When the bridal couple walked into the church, the older sister walked on their right side and the younger on their left side, and the pigeons pecked out one eye from each of them. Afterwards, as they came out of the church, the older one was on the left side, and the younger one on the right side, and then the pigeons pecked out the other eye from each of them. And thus, for their wickedness and falsehood, they were punished with blindness as long as they lived.
The fussbuckets of the children's services world appear to have won their campaign to allow the government to lock up parents who are emotionally cruel to their children:
Parents who fail to show love and affection towards their children could be sent to prison for up to 10 years under a “Cinderella Law” to be announced in the Queen’s Speech in June, according to a report.
The move will make “emotional cruelty” a criminal offence for the first time.
The decision was hailed as a “monumental step” forwards by a children’s charity, which said children could grow up with “ lifelong mental health problems” or end up taking their own lives.
There is only one question to ask here - who is deciding when being strict and brusque tips over into 'emotional cruelty'? The MP promoting the bill chooses the stigmatise step-parents (most of which do an OK job helping to bring up someone else's children) and uses the most pathetic appeal to emotion available - the fairy tale:
“Not too many years after the Brothers Grimm popularised the story of Cinderella, the offence of child neglect was introduced,” he said, but added: “Our criminal law has never reflected the full range of emotional suffering experienced by children who are abused by their parents or carers.

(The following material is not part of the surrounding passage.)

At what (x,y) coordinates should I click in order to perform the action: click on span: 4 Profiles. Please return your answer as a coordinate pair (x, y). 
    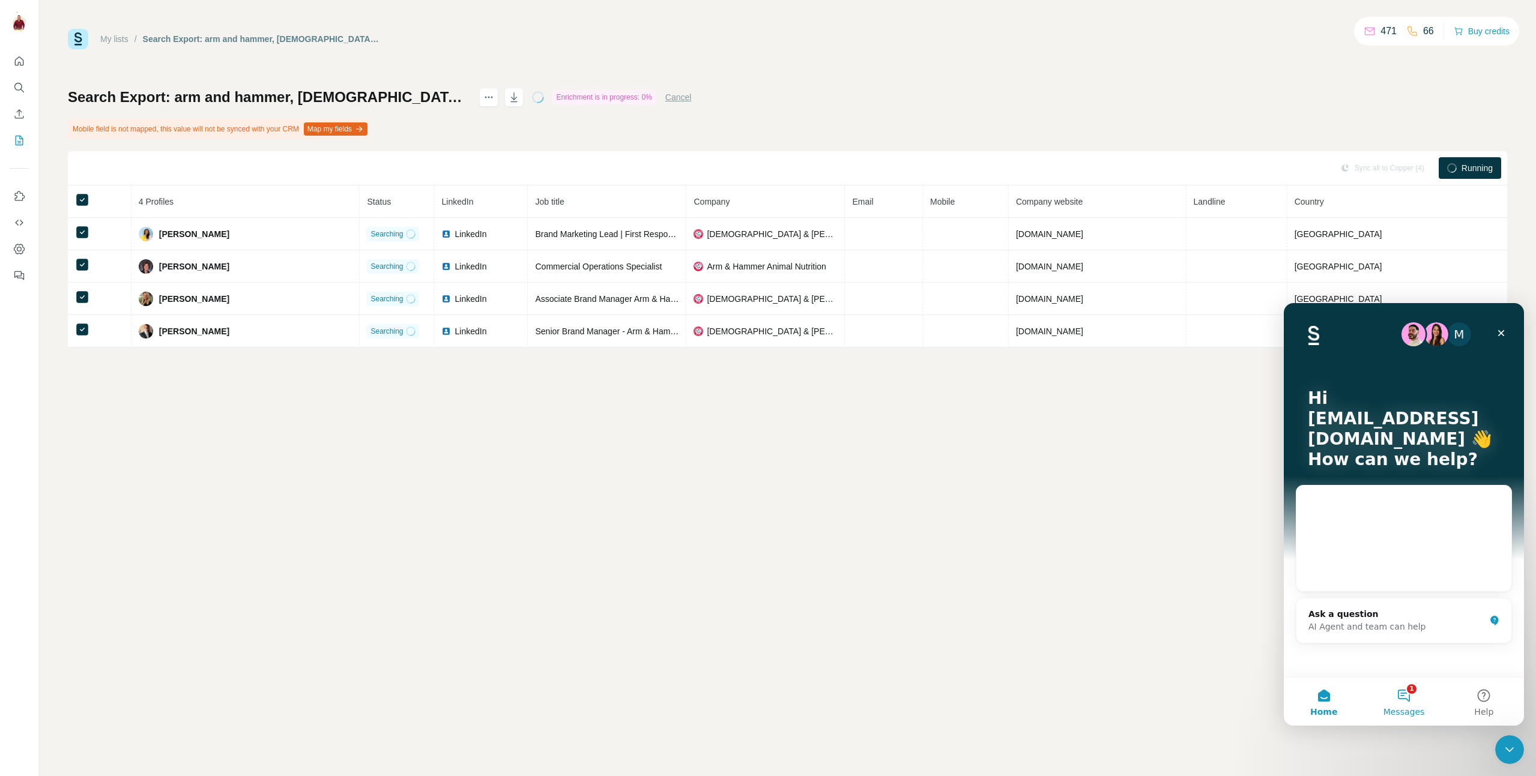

“The sad truth is that, until now, the Wicked Stepmother would have got away scot-free."
Now, as I remember it, the Wicked Stepmother's sin was to treat Cinders as a skivvy and not let her go to the ball. There's nothing in the tale to suggest that Cinderella was emotionally scarred by this treatment however egregious it was and however much the Wicked Stepmother favoured her own (famously ugly) daughters. I fail to see in this how locking up the Wicked Stepmother would have achieved anything? Would it have made Cinders' life better somehow? Or, more likely, would it have provided a little cruel schadenfreude for her as she jollied off into the sunset with the Prince!
Just as we have done with 'offence' where the police are close to being able to arrest people randomly for just saying stuff, with this new idea we hand the power to public agencies to seize children and lock up their parents for almost anything. There is no boundary to emotional or social cruelty, it is simply a judgement made by one flawed individual about another flawed individual.
And it hands real power to people who say things like this:
Sir Tony Hawkhead, chief executive of Action for Children, said he had met children who had been “scapegoated in their families, constantly humiliated and made to feel unloved”.
Think of the teenage girl screaming at Mum (or worse step-mum); "you don't love me, you don't care". Or the grunting young lad refusing to make eye contact with Dad (god forbid, Step-dad) for days on end because he turned off the football and insisted he did his homework.
Child protection authorities already have the powers they need to respond to children who are being damaged by their home environment. What we have here are people who don't just want to protect the children, they want to punish the parents.
This proposal isn't about child protection, it's about vengeance.And we don't need it.